The women wove reed mats and cut birch bark. They fastened the mats around the base of the lodge frames and put overlapping birch-bark sheets on the upper part. Then the lodges were ready.
Our lives must now revolve around this lodge, because we must not meet the strangers. But remember that we, the Ojibway, have always moved freely from a summer place to a winter place, with a blueberry place, a ricing place, and a sugar bush in between.
The people […] welcomed the stranger who had traveled with him. They prepared a feast and made a place of rest for them.
He said that they must mark a paper before a man called Agent, and afterward they would be given food and clothing.
I do not like cutting the trees […] I think too often of the animal people. They will be few, and they will be gone from this land. When we have enough of the lumber, I shall no longer cut the trees or travel the rivers on them. My heart cries too often when I do this.
Each ricing time the man will come for the children. If they live in the longhouse of the school they will never know our ways. Our strength will be lost. If we move close to the big village, the children will stay home at night and we can still teach them the old ways. We must decide—shall we stay separate and not see the children from ricing to planting, or shall we speak to them each night about the good of our people?
Maybe it will start them learning civilized ways.
But always there was the sorrow that the sickness brought, and life was shortened by it. Many times the sickness took mothers and fathers. The children who were left behind were raised as little brothers and sisters by those for whom they were namesakes.

Mother/Wa-wi-e-cu-mig-go-gwe Quotes in Night Flying Woman
These strangers […] are again asking the Ojibway to mark a paper. […] The Ojibway to the east have made the mark, and now they are on the big water where they must stay forever. The strangers promised never to enter their forests but they came anyway[.]
Unlock explanations and citation info for this and every other Night Flying Woman quote.
Plus so much more...
Get LitCharts A+Poor Trees, we are leaving, but you will be gone too after the strangers come. […] Poor squirrels, where will you go after the strangers come?
The women wove reed mats and cut birch bark. They fastened the mats around the base of the lodge frames and put overlapping birch-bark sheets on the upper part. Then the lodges were ready.
Our lives must now revolve around this lodge, because we must not meet the strangers. But remember that we, the Ojibway, have always moved freely from a summer place to a winter place, with a blueberry place, a ricing place, and a sugar bush in between.
The people […] welcomed the stranger who had traveled with him. They prepared a feast and made a place of rest for them.
He said that they must mark a paper before a man called Agent, and afterward they would be given food and clothing.
I do not like cutting the trees […] I think too often of the animal people. They will be few, and they will be gone from this land. When we have enough of the lumber, I shall no longer cut the trees or travel the rivers on them. My heart cries too often when I do this.
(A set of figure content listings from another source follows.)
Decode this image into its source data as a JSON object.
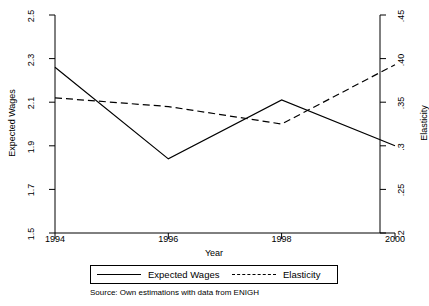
{
  "chart_data": {
    "type": "line",
    "title": "",
    "xlabel": "Year",
    "ylabel": "Expected Wages",
    "y2label": "Elasticity",
    "x": [
      1994,
      1996,
      1998,
      2000
    ],
    "xlim": [
      1994,
      2000
    ],
    "xticks": [
      "1994",
      "1996",
      "1998",
      "2000"
    ],
    "ylim": [
      1.5,
      2.5
    ],
    "yticks": [
      "1.5",
      "1.7",
      "1.9",
      "2.1",
      "2.3",
      "2.5"
    ],
    "y2lim": [
      0.2,
      0.45
    ],
    "y2ticks": [
      ".2",
      ".25",
      ".3",
      ".35",
      ".40",
      ".45"
    ],
    "grid": false,
    "legend_position": "bottom",
    "series": [
      {
        "name": "Expected Wages",
        "axis": "left",
        "style": "solid",
        "color": "#000000",
        "values": [
          2.26,
          1.84,
          2.11,
          1.9
        ]
      },
      {
        "name": "Elasticity",
        "axis": "right",
        "style": "dashed",
        "color": "#000000",
        "values": [
          0.355,
          0.345,
          0.325,
          0.393
        ]
      }
    ],
    "annotations": [
      "Source: Own estimations with data from ENIGH"
    ]
  },
  "axes": {
    "left_title": "Expected Wages",
    "right_title": "Elasticity",
    "x_title": "Year"
  },
  "legend": {
    "items": [
      {
        "label": "Expected Wages",
        "style": "solid"
      },
      {
        "label": "Elasticity",
        "style": "dashed"
      }
    ]
  },
  "note": {
    "source": "Source: Own estimations with data from ENIGH"
  }
}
Each ricing time the man will come for the children. If they live in the longhouse of the school they will never know our ways. Our strength will be lost. If we move close to the big village, the children will stay home at night and we can still teach them the old ways. We must decide—shall we stay separate and not see the children from ricing to planting, or shall we speak to them each night about the good of our people?
Maybe it will start them learning civilized ways.
But always there was the sorrow that the sickness brought, and life was shortened by it. Many times the sickness took mothers and fathers. The children who were left behind were raised as little brothers and sisters by those for whom they were namesakes.